Pregnancy and Infant Loss Awareness Day - My Story of (not) Loss

I have always considered myself to be one of the fortunate people who had three healthy pregnancies that resulted in three healthy and beautiful sons. I will never know what it is like to experience a miscarriage or a stillbirth. I will never know the horrific tragedy of losing an infant and I am so grateful for that. 

 What I did experience, though, was something called a "vanishing twin" and I am discovering that many people out there in social media world have experienced this too and consider it to be a pregnancy loss.  

Here is the thing though...I don't (in my case) and I never even really think about it. 

Am I a terrible person because I have never really considered that "twin" a baby?  Am I a horrible person because I don't  and never have grieved for it?  I don't, and never have, spent any degree of time wondering what kind of person it would have been or what it should/would be doing. 

  Soon after I found out, I was telling a friend about it and she said, "oh wow, you must be really upset."  I was surprised when she said that because I wasn't...at all.  It made me question myself..."Should I be upset? Am I supposed to be upset?"

In my defense:

I only found out about it because, after a couple weeks of slight complications, I had an ultrasound at about 8-9 weeks that showed the empty sac so I think the fact that I had no knowledge of it before I found out it no longer existed may have affected my reaction.

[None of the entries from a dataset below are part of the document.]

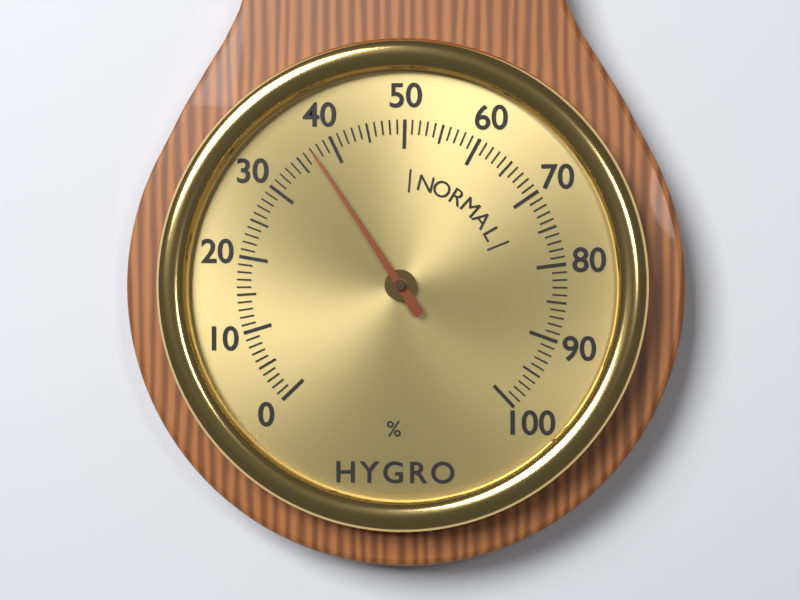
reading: 37 %
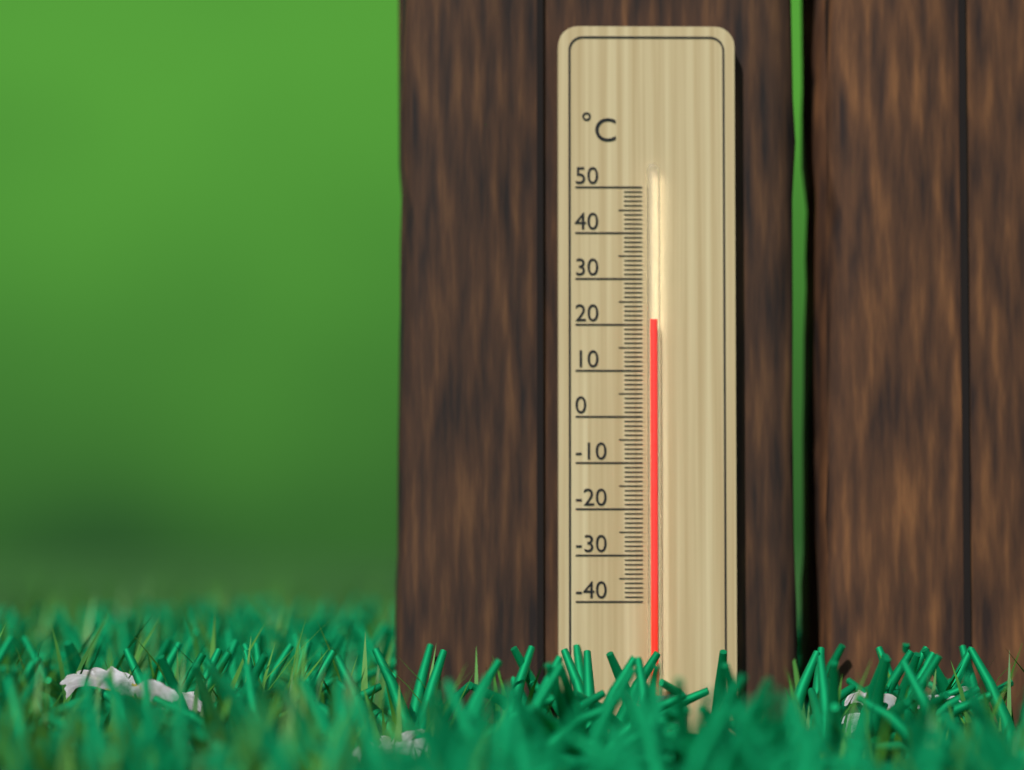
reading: 21 °C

 I had not prepared my heart for twins and had not had time to be excited that I was expecting two babies . I was simply excited to be expecting a baby...and so I was beyond excited to hear that everything looked great with the one baby I was expecting.  

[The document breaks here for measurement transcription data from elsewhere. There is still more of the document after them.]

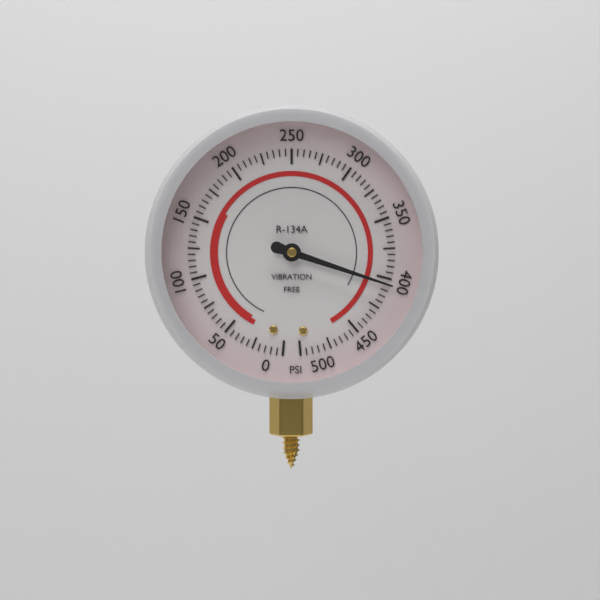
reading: 405 psi
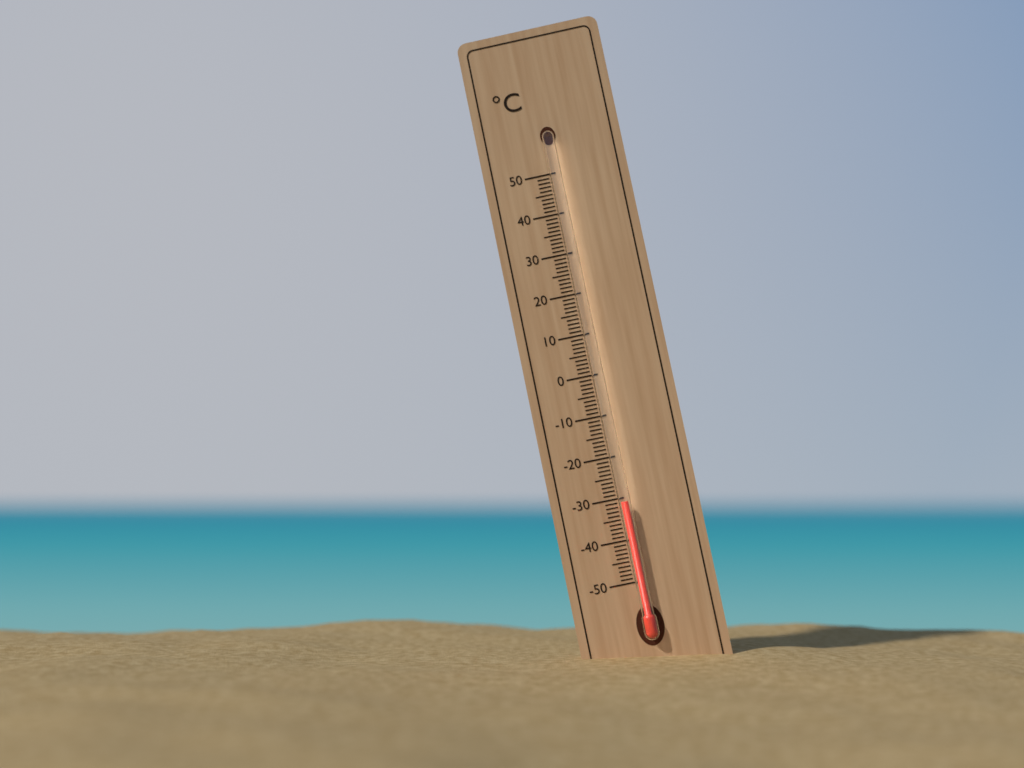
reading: -31 °C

Add to that the fact that my doctor (physician who ordered the ultrasound) didn't even tell me this when he gave me the results of the ultrasound...I didn't find out until a whole 3 weeks later when I went to my first appointment with my OBGYN. He had the results of that ultrasound in my file and when I asked him what the complications were about if everything with the pregnancy was normal...he told me. 

He also told me that as many as 20% of pregnancies may begin this way and go undetected because they do not experience symptoms that would warrant the early ultrasound to verify the existence of an empty sac.

In the early 1990's ultrasounds just weren't done that early in pregnancy - if at all.   By 1999, when I had my third child, routine ultrasounds were performed at 6, 8, and 12 weeks...but not in 1990.  So, I suppose I can understand how a person who was told at 6 weeks that there were two sacs indicating twins and then found out at 8 weeks that one of the sacs was empty would consider it a loss.  It just didn't happen that way with me.  

There it is - my 'loss' story.  But, as I said, I don't ever think of it of it as a loss because the end result of that pregnancy was an unbelievably fantastic son.